Take Resnikoff’s sculptural objects and drawings, collectively called “Gravitas,” for example. Clearly there’s something going on behind the disparate collection of heavily-symbolic stuff (a globe, a book, the ten commandments, a polar bear and a penguin and a sandwich board).
I’m someone who likes a little gravitas in my art and in my life. I found gravitas in the individual pieces here but couldn’t piece it together for the larger whole.
The artist’s color photo of a twig in snow has the sexiest snow I’ve ever seen. (image below) But in the end, I could not make the body of work resolve into a whole with satisfying meaning for me, the viewer.
As for Justin Witte, his wall of pencil drawings on scraps of paper includes something I found poignant — a hand-scrawled notation about “Arcadia, Wednesday” which reminded me that many artists who draw their hearts out and deserve to be in the Arcadia show don’t make it in…for reasons having to do with curators and jurors — and not with their work.

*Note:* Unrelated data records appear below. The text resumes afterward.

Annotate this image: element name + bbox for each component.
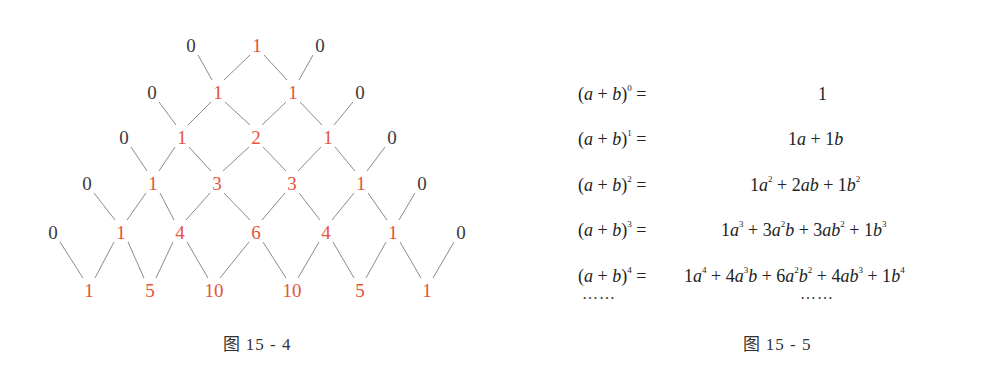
expansion-rhs: 1a4 + 4a3b + 6a2b2 + 4ab3 + 1b4	[684, 266, 905, 287]
expansion-rhs: 1a + 1b	[788, 129, 843, 150]
expansion-rhs: 1	[818, 84, 827, 105]
expansion-lhs: (a + b)4 =	[578, 266, 646, 287]
pascal-coefficient: 1	[356, 174, 366, 193]
zero-padding-value: 0	[315, 36, 325, 55]
pascal-coefficient: 2	[251, 128, 261, 147]
expansion-lhs: (a + b)2 =	[578, 175, 646, 196]
pascal-coefficient: 5	[355, 281, 365, 300]
pascal-coefficient: 4	[321, 223, 331, 242]
expansion-row: (a + b)2 =1a2 + 2ab + 1b2	[578, 175, 998, 201]
pascal-coefficient: 1	[388, 223, 398, 242]
zero-padding-value: 0	[387, 128, 397, 147]
figure-caption-15-4: 图 15 - 4	[223, 330, 292, 355]
pascal-coefficient: 6	[251, 223, 261, 242]
pascal-coefficient: 3	[287, 174, 297, 193]
expansion-row: (a + b)0 =1	[578, 84, 998, 110]
zero-padding-value: 0	[48, 223, 58, 242]
zero-padding-value: 0	[82, 174, 92, 193]
pascal-coefficient: 1	[177, 128, 187, 147]
pascal-coefficient: 1	[422, 281, 432, 300]
expansion-rhs: 1a3 + 3a2b + 3ab2 + 1b3	[721, 220, 886, 241]
pascal-coefficient: 1	[84, 281, 94, 300]
expansion-lhs: (a + b)1 =	[578, 129, 646, 150]
zero-padding-value: 0	[355, 83, 365, 102]
expansion-row: (a + b)1 =1a + 1b	[578, 129, 998, 155]
pascal-coefficient: 10	[205, 281, 224, 300]
zero-padding-value: 0	[186, 36, 196, 55]
ellipsis-left: ……	[582, 285, 616, 303]
pascal-triangle-figure: 010011001210013310014641015101051 图 15 -…	[0, 0, 500, 375]
pascal-coefficient: 1	[323, 128, 333, 147]
pascal-coefficient: 1	[213, 83, 223, 102]
expansion-row: (a + b)4 =1a4 + 4a3b + 6a2b2 + 4ab3 + 1b…	[578, 266, 998, 292]
pascal-coefficient: 10	[283, 281, 302, 300]
ellipsis-right: ……	[800, 285, 834, 303]
zero-padding-value: 0	[119, 128, 129, 147]
expansion-rhs: 1a2 + 2ab + 1b2	[750, 175, 860, 196]
zero-padding-value: 0	[456, 223, 466, 242]
expansion-lhs: (a + b)3 =	[578, 220, 646, 241]
pascal-coefficient: 1	[116, 223, 126, 242]
expansion-lhs: (a + b)0 =	[578, 84, 646, 105]
pascal-coefficient: 1	[148, 174, 158, 193]
expansion-row: (a + b)3 =1a3 + 3a2b + 3ab2 + 1b3	[578, 220, 998, 246]
pascal-coefficient: 1	[252, 36, 262, 55]
pascal-coefficient: 3	[212, 174, 222, 193]
zero-padding-value: 0	[417, 174, 427, 193]
figure-caption-15-5: 图 15 - 5	[743, 330, 812, 355]
zero-padding-value: 0	[147, 83, 157, 102]
pascal-coefficient: 4	[175, 223, 185, 242]
pascal-coefficient: 5	[145, 281, 155, 300]
pascal-coefficient: 1	[288, 83, 298, 102]
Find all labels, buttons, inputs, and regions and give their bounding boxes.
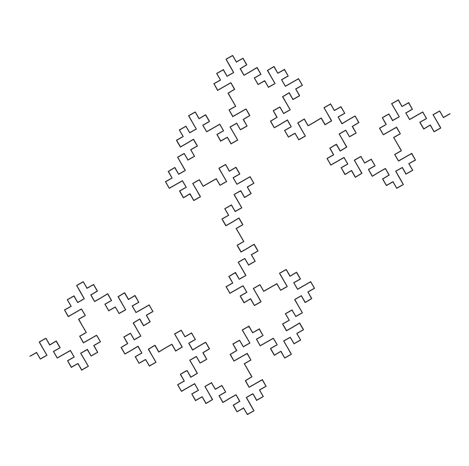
fractal-canvas [0, 0, 469, 466]
fractal-drawing [0, 0, 469, 466]
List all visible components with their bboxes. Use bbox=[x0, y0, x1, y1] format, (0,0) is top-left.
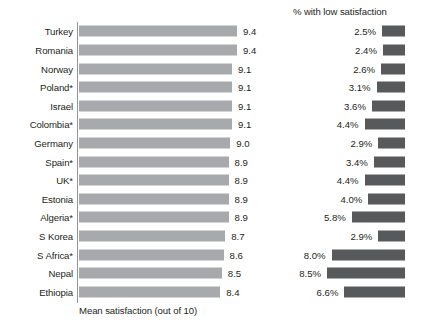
table-row: 2.6% bbox=[0, 59, 426, 78]
low-satisfaction-bar bbox=[378, 138, 405, 149]
low-satisfaction-value: 5.8% bbox=[308, 212, 346, 223]
low-satisfaction-value: 3.6% bbox=[328, 100, 366, 111]
table-row: 8.5% bbox=[0, 264, 426, 283]
low-satisfaction-value: 2.9% bbox=[334, 138, 372, 149]
low-satisfaction-bar bbox=[381, 63, 405, 74]
table-row: 4.4% bbox=[0, 171, 426, 190]
table-row: 4.4% bbox=[0, 115, 426, 134]
low-satisfaction-value: 3.1% bbox=[333, 82, 371, 93]
low-satisfaction-bar bbox=[383, 44, 405, 55]
low-satisfaction-value: 3.4% bbox=[330, 156, 368, 167]
table-row: 2.9% bbox=[0, 227, 426, 246]
low-satisfaction-bar bbox=[377, 82, 405, 93]
table-row: 2.4% bbox=[0, 41, 426, 60]
table-row: 6.6% bbox=[0, 283, 426, 302]
low-satisfaction-bar bbox=[365, 119, 405, 130]
low-satisfaction-value: 2.6% bbox=[337, 63, 375, 74]
table-row: 3.6% bbox=[0, 96, 426, 115]
table-row: 3.4% bbox=[0, 152, 426, 171]
low-satisfaction-value: 6.6% bbox=[300, 286, 338, 297]
right-panel-title: % with low satisfaction bbox=[293, 6, 387, 17]
low-satisfaction-bar bbox=[382, 26, 405, 37]
table-row: 5.8% bbox=[0, 208, 426, 227]
low-satisfaction-value: 4.4% bbox=[321, 119, 359, 130]
low-satisfaction-bar bbox=[374, 156, 405, 167]
table-row: 8.0% bbox=[0, 245, 426, 264]
table-row: 2.5% bbox=[0, 22, 426, 41]
low-satisfaction-bar bbox=[344, 286, 405, 297]
low-satisfaction-value: 8.0% bbox=[288, 249, 326, 260]
low-satisfaction-bar bbox=[327, 268, 405, 279]
x-axis-caption: Mean satisfaction (out of 10) bbox=[79, 305, 197, 316]
low-satisfaction-value: 8.5% bbox=[283, 268, 321, 279]
satisfaction-chart: % with low satisfaction Turkey9.4Romania… bbox=[0, 0, 426, 322]
table-row: 4.0% bbox=[0, 190, 426, 209]
low-satisfaction-bar bbox=[368, 193, 405, 204]
low-satisfaction-bar bbox=[378, 231, 405, 242]
low-satisfaction-bar bbox=[332, 249, 405, 260]
low-satisfaction-value: 4.0% bbox=[324, 193, 362, 204]
low-satisfaction-value: 2.9% bbox=[334, 231, 372, 242]
low-satisfaction-value: 2.5% bbox=[338, 26, 376, 37]
low-satisfaction-value: 2.4% bbox=[339, 44, 377, 55]
table-row: 3.1% bbox=[0, 78, 426, 97]
low-satisfaction-bar bbox=[365, 175, 405, 186]
table-row: 2.9% bbox=[0, 134, 426, 153]
low-satisfaction-bar bbox=[372, 100, 405, 111]
low-satisfaction-bar bbox=[352, 212, 405, 223]
low-satisfaction-value: 4.4% bbox=[321, 175, 359, 186]
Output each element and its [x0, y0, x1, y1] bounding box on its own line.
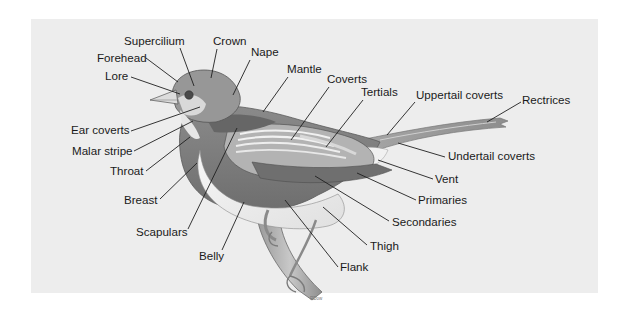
label-crown: Crown [213, 34, 247, 47]
eye [185, 91, 193, 99]
label-thigh: Thigh [370, 239, 399, 252]
leader-mantle [263, 77, 288, 112]
label-undertail-coverts: Undertail coverts [448, 149, 535, 162]
label-belly: Belly [199, 249, 224, 262]
label-vent: Vent [435, 172, 459, 185]
label-ear-coverts: Ear coverts [71, 123, 130, 136]
leader-primaries [357, 173, 416, 200]
leader-nape [233, 60, 250, 95]
label-tertials: Tertials [361, 85, 398, 98]
label-breast: Breast [124, 193, 158, 206]
label-primaries: Primaries [418, 193, 467, 206]
label-scapulars: Scapulars [136, 225, 188, 238]
tail [360, 118, 508, 152]
label-mantle: Mantle [287, 62, 322, 75]
label-secondaries: Secondaries [392, 215, 457, 228]
label-rectrices: Rectrices [522, 93, 571, 106]
label-coverts: Coverts [327, 72, 367, 85]
label-lore: Lore [105, 69, 128, 82]
artist-signature: RDow [310, 296, 323, 301]
leader-lore [131, 77, 180, 94]
leader-forehead [146, 58, 178, 82]
label-supercilium: Supercilium [124, 34, 185, 47]
label-flank: Flank [340, 260, 369, 273]
leader-undertail-coverts [398, 143, 445, 157]
label-forehead: Forehead [97, 51, 147, 64]
label-throat: Throat [110, 164, 144, 177]
bird-illustration: Supercilium Crown Forehead Nape Lore Man… [0, 0, 630, 330]
label-nape: Nape [251, 45, 279, 58]
label-uppertail-coverts: Uppertail coverts [416, 88, 503, 101]
leader-rectrices [487, 102, 521, 122]
label-malar-stripe: Malar stripe [72, 144, 133, 157]
bird-anatomy-diagram: Supercilium Crown Forehead Nape Lore Man… [0, 0, 630, 330]
leader-thigh [323, 207, 367, 245]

Scrap-drawings are clearly a trend, by the way, not only Nara at ICA, but elsewhere, like Andrew Jeffrey Wright, Marcel Dzama and Michael Dumontier’s “Oddfellows” at PAFA’s Morris Gallery last year.
Witte’s subject, too, seems coded in some dream reality I couldn’t make out. (image above) In their patterned backgrounds and boy-scout-in-the-wilderness subject matter the works remind you of work by Joy Feasley and Paul Swenback, two local artists from the Vox stable. There’s nothing new under the sun, of course, but the similarities make the work feel perhaps a little too familiar.

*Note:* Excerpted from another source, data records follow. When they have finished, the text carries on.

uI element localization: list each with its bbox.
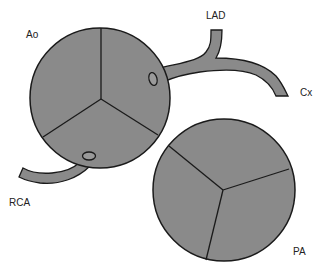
label-pa: PA: [293, 247, 306, 257]
diagram-canvas: Ao LAD Cx RCA PA: [0, 0, 323, 268]
label-ao: Ao: [26, 30, 38, 40]
valve-diagram: [0, 0, 323, 268]
label-lad: LAD: [206, 11, 225, 21]
label-cx: Cx: [300, 88, 312, 98]
lad-cx-vessel: [160, 30, 288, 96]
pulmonary-valve: [153, 119, 295, 261]
right-coronary-ostium: [83, 152, 96, 160]
label-rca: RCA: [9, 198, 30, 208]
aortic-valve: [30, 28, 170, 168]
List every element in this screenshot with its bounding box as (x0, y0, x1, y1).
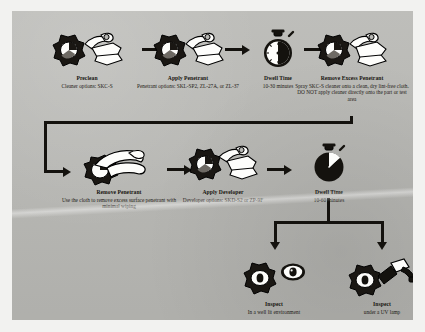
step-apply-developer: Apply Developer Developer options: SKD-S… (164, 141, 282, 203)
step-inspect-visible: Inspect In a well lit environment (224, 253, 324, 315)
gear-hand-wipe-icon (58, 141, 180, 187)
step-dwell-time-2: Dwell Time 10-60 minutes (284, 141, 374, 203)
step-title: Dwell Time (284, 189, 374, 196)
step-title: Inspect (332, 301, 413, 308)
step-body: Spray SKC-S cleaner onto a clean, dry li… (293, 83, 411, 103)
step-body: under a UV lamp (332, 309, 413, 316)
step-remove-excess-penetrant: Remove Excess Penetrant Spray SKC-S clea… (293, 27, 411, 102)
stopwatch-filled-icon (284, 141, 374, 187)
step-title: Inspect (224, 301, 324, 308)
gear-hand-spray-icon (164, 141, 282, 187)
step-inspect-uv: Inspect under a UV lamp (332, 253, 413, 315)
step-title: Remove Excess Penetrant (293, 75, 411, 82)
step-remove-penetrant: Remove Penetrant Use the cloth to remove… (58, 141, 180, 210)
step-title: Apply Developer (164, 189, 282, 196)
gear-hand-cloth-icon (293, 27, 411, 73)
step-body: Use the cloth to remove excess surface p… (58, 197, 180, 210)
gear-uv-lamp-icon (332, 253, 413, 299)
gear-eye-icon (224, 253, 324, 299)
step-body: Developer options: SKD-S2 or ZP-9F (164, 197, 282, 204)
flowchart-board: Preclean Cleaner options: SKC-S (12, 11, 413, 320)
step-body: In a well lit environment (224, 309, 324, 316)
screenshot-canvas: Preclean Cleaner options: SKC-S (0, 0, 425, 332)
step-title: Remove Penetrant (58, 189, 180, 196)
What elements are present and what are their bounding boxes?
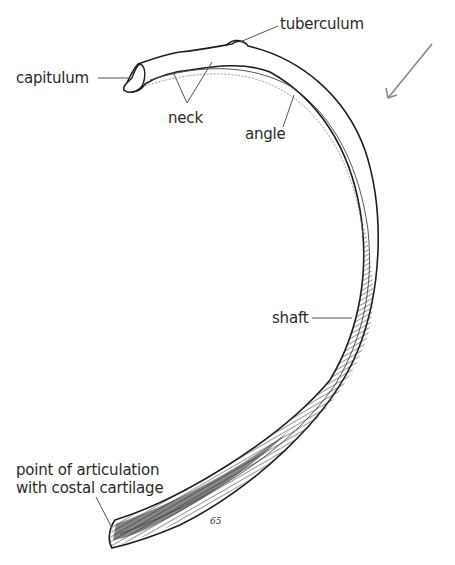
leader-tuberculum xyxy=(240,26,278,42)
label-shaft: shaft xyxy=(272,310,308,327)
label-tuberculum: tuberculum xyxy=(280,16,364,33)
label-angle: angle xyxy=(245,126,286,143)
leader-neck-left xyxy=(173,72,187,103)
rib-shading-lower xyxy=(110,215,373,547)
label-neck: neck xyxy=(168,110,203,127)
label-articulation-line1: point of articulation xyxy=(16,462,159,479)
illustrator-signature: 65 xyxy=(210,516,221,526)
arrow-down-left-icon xyxy=(386,44,432,98)
label-capitulum: capitulum xyxy=(16,70,89,87)
leader-articulation xyxy=(96,497,112,528)
label-articulation-line2: with costal cartilage xyxy=(16,480,163,497)
leader-angle xyxy=(283,95,294,127)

All in all, it’s a show whose individual works reverberate but whose larger themes elude.
Paper Trail in Old City-I
Snyderman Gallery’s works on paper show (their first) has some outstanding paper pieces.

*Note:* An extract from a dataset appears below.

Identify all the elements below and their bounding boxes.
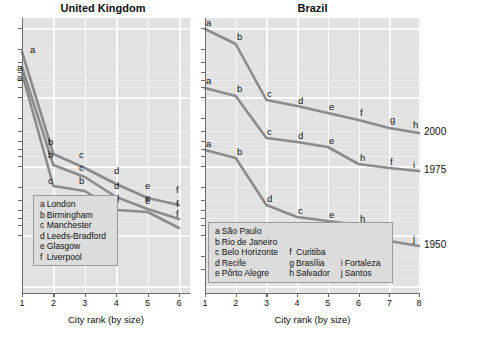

Mitch Gillette’s ballpoint pen drawing, “Avatar,” a tour de force that’s all about gender and drama, is a jewel.
I want to know how the artist gets such divine results with such a lowly drawing tool. (image, left)
There’s lots more great stuff in the show, from Jason Spivak’s nicely fuzzy, Stonehenge-evoking graphite drawings to a pair of hand-made paper works with dyes by Japanese artist Tsuguo Yanai (shown below).
Yanai’s 3-D work will be at the Philadelphia airport soon, according to staff at the gallery.
I love that Snyderman chose to do a works on paper exhibit right now. It’s great to add this highly crafted and elegant work into the discussion of what’s going on with paper these days. Different strokes, as they say.